For instance, Kelly often thinks of race or segment distances in terms of Barkley Marathons loops. And he marks half-distances methodically.
“I’ll break it down in halves. If you start at 100, you hit 50 and say, ‘Oh, I’m halfway there.’ Then you hit [the next] 25, and you get there a lot sooner than you got to 50. So as you get more and more fatigued and closer to the end, those distances that reinforce your progress also get smaller.”
Prior Efforts and Success Through Support
To be successful this year, Kelly would draw on experience in the Wainwrights and simultaneously try to squash it. In July 2021, warm, wet weather conspired to turn his feet into sludge halfway through his first Wainwrights attempt.
The Wainwrights commonly feature awful weather. The reigning women’s record holder, and previous overall record holder, is Kelly’s La Sportiva teammate Sabrina Verjee. She aborted a May 2021 attempt due to unseasonable cold, later securing the record (five days, 23 hours, and 49 minutes).
Kelly supported Verjee in the effort that fell short. He asserted that help from a solid community is vital to success on a supported fell running objective like the Wainwrights Round.
“Getting a support crew that you 100% trust is huge,” he said. “Especially people on the road who can manage things like support runners to ensure that there’s not anything you need to think about other than continuing on — one foot in front of the other.”
Thus, he graciously credited his success this year to his team, calling himself “the baton” in a relay of crew and support runners. He also delineated the Wainwright trailblazers that preceded his effort.
“I look at records like this as collective, team efforts. There’s absolutely no way I would have done this without the supporting team that I had,” he stated. “There’s also no way I would have done it without Sabrina’s achievement. Or without what Paul Tierney and Steve Birkinshaw and Joss Naylor before her achieved in planning, refining, and pushing this route each year.”
Passing the Baton in the Wainwrights
Kelly pointed to a fell-running heritage that seems to extend back to 1981 when Chris Bland managed to reach the summit of all the Wainrights in a week.
The set of Lake District peaks had first been compiled by Alfred Wainwright in his 1950s book The Pictorial Guides to the Lakeland Fells. In 1987, Joss Naylor set the long-standing record on the round, which he completed in seven days, one hour, and 25 minutes.
Steve Birkinshaw later refined the route through a massive planning and orienteering effort, and in 2014 reset the record to six days, 13 hours, and one minute, before Paul Tierney reduced it further in 2019, to six days, six hours, and five minutes.

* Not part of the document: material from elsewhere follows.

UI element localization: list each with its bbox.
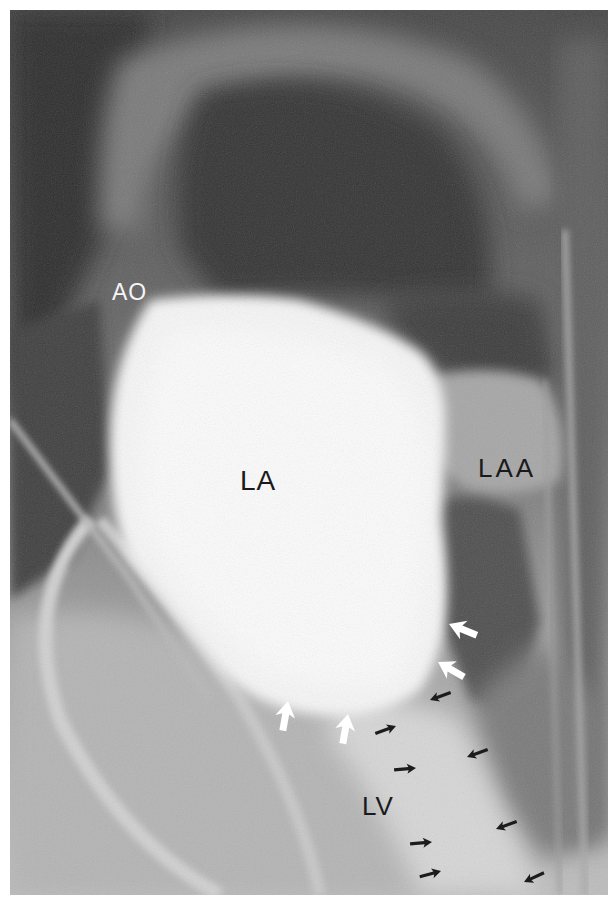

The Lake District is almost all open access, so you can run wherever you want; fell running does not equal trail running. So, theoretically, determining a route means exhausting every inferior possibility of getting between points A and B.
“That’s what makes fell running so cool to me,” Kelly said. “When the task is, ‘I need to get from that peak to that other peak,’ and how you do it is entirely up to you, finding the best route between 214 peaks is an enormously complex task. But he [Birkinshaw] did it, and he created a great route.”
Ultimately, Kelly wants his new record to inspire runners to enjoy — is that the right word for an undertaking as challenging as this one? — the route just like he did. Rather than an inert criterion, he wants the new standard to be a catalyst of activity.
“I wanted to go out there and leave the best possible performance I could on the route,” he concluded. “The time I posted is, I hope, a great benchmark for other people to aim for and plan around, but I hope it doesn’t discourage people away from trying.
“It’s a great route. I hope people go out and enjoy it and aim for whatever is the best for them personally.”
Call for Comments
Now’s a fine time to leave your kudos for John Kelly and his support team in the comments section!